Excerpted records
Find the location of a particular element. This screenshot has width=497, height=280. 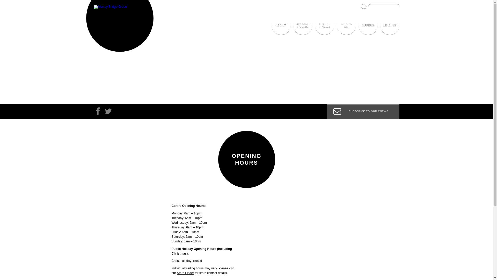

SUBSCRIBE TO OUR ENEWS is located at coordinates (363, 111).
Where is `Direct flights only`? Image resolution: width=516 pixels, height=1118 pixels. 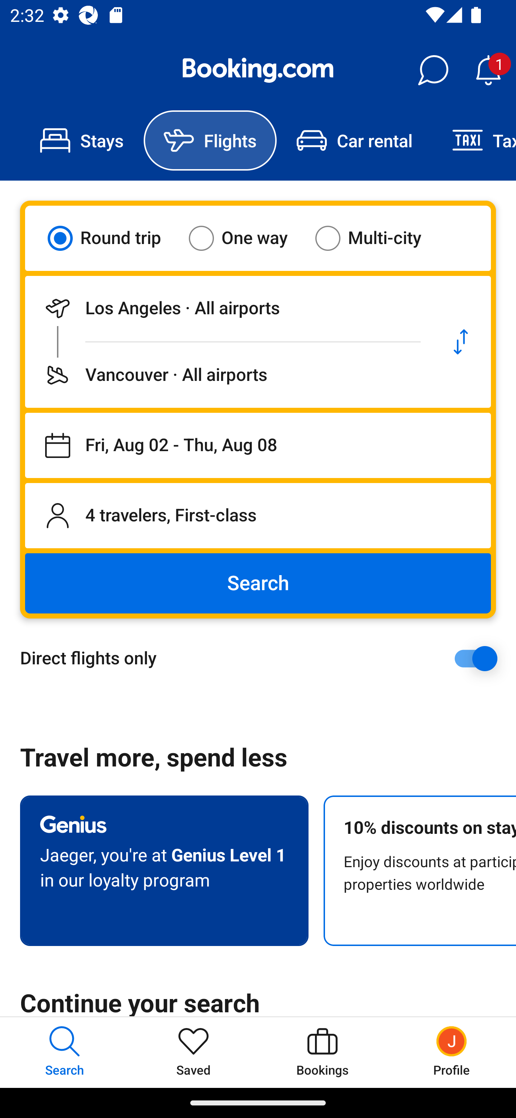 Direct flights only is located at coordinates (263, 659).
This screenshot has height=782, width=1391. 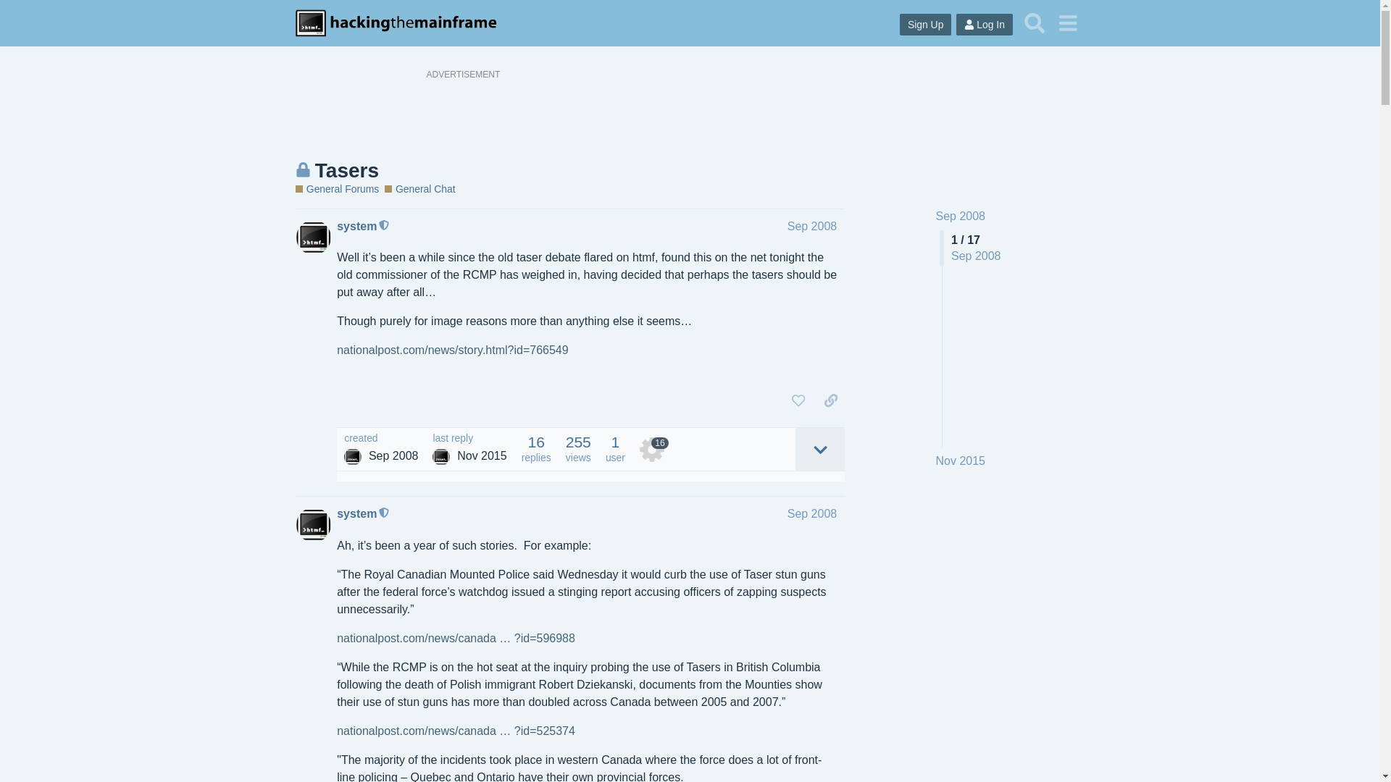 I want to click on Sep 2008, so click(x=811, y=226).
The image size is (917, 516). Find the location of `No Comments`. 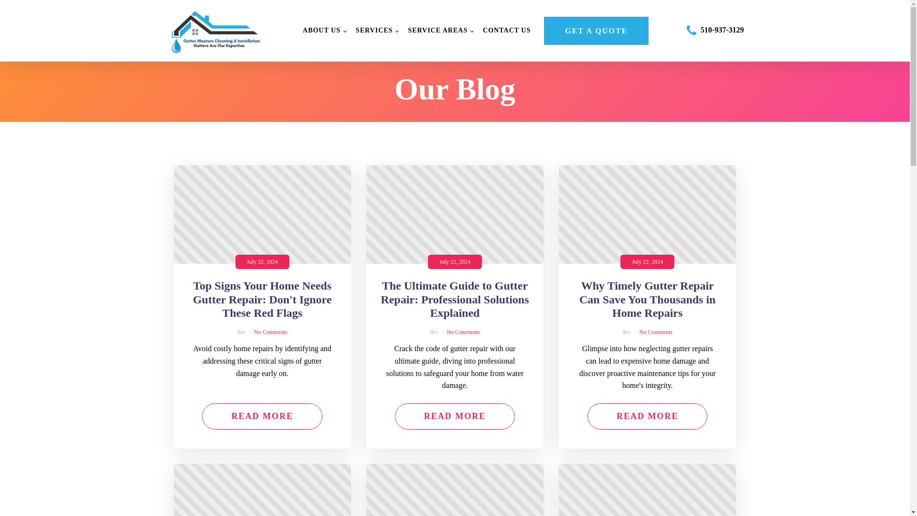

No Comments is located at coordinates (463, 331).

Activity
Reproduce, exactly and with no pictures, the lines from the line containing "The image size" through the closing line of the data above, keeping both ends.

The answer
The image size is (917, 516). Find the location of `No Comments`. 

No Comments is located at coordinates (463, 331).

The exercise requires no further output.